BuzzMachine
by Jeff Jarvis

December 18, 2002

If Freud were an architect...
: I cannot begin to tell you how much I hate the latest designs for the World Trade Center.
Most of them are so pathetically phallic.
It is as if we are erecting giant private parts and daring the bad guys of the world: "Cut this off!" (Again.)
It is a case of overcompensation: They cut them off before so we'll put them back again, bigger, louder, gaudier than ever.
This exhibits a lack of imagination and vision and purpose.
It is urban development as a macho sport.

: Examples of the public private parts: The Foster design, the THINK design, the United Architects design, the Peterson-Littenburg design, and the Libeskind design (each link goes directly to a photo that illustrates the buildings at their most FU perspective).

: Other designs -- and other aspects of the designs above -- are chaotic to the point that they are disturbing. My son looked at one and said, "That looks dangerous." He's quite right. I looked at the frightening, falling angles and could only think once again of people falling to their deaths there. They are disturbingly insensitive.
United Architects' design is such a nightmare: It is post traumatic stress syndrome in steel and glass.

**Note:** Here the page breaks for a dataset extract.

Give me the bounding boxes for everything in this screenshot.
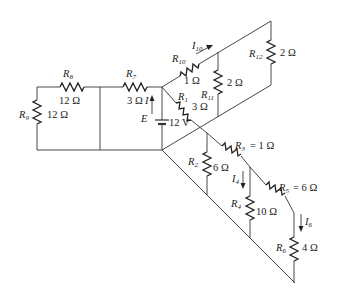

: And some designs are merely architecture as performance art: self-indulgent, impractical, show-off, fits of fancy that scream, "Look at me, not at my building." I usually despise performance art (and now, thanks to the brainless fool with the subway "art," so do most New Yorkers); I sure don't want to live or work in it. For this, look at Foster and Foster again.

: That's not to say there are not ideas to pursue here. The SOM et al design has a huge, grand space. THINK's great room, on the other hand, reminds me of Berlin Alexanderplatz under the communists: vast to an inhuman scale. But then THINK has an inviting amphitheatre, as does Peterson/Littenberg.

: These designs are all about architects showing off.
They should, instead, be about humanity.
They should exhibit grace, dignity, strength, human scale, human life, perspective, memory, taste, history. These buildings should deserve to stand forever.
They have none of that.
I hate these designs. I fear them.


: The Lower Manhattan Development Corp.'s site choked today as soon as the designs were put up. I begged Gawker to put up a sampling of images as a public service; you can find them there. The Times just put up a slide show as well.

3-2-1-launch
: Gawker is up.

Scrambled
: My @)#*$&$^#@^% Cablevision cable is down and with it, not only my frivolous TV but also my essential Internet access. Thus the silence.

Fox viewers, on the other hand...
: Get a load of this elitism in a review of a show about Islam in today's NYT:

t would be fair to say that the most important invisible figure on American television is Muhammad, the seventh-century prophet who founded Islam. Even many educated PBS viewers know very little of his story, yet his legacy is felt in some form every day in the United States as well as in the rest of the world. [bold mine]
Even PBS viewers? F me.
If PBS viewers are so smart, why do they like John Tesh?
No, PBS are note smart. They're just snobbish.
When I was a TV critic, I hated hearing nothing more than, "Oh, I only watch PBS." Which is to say that you are dull and isolated and like John Tesh.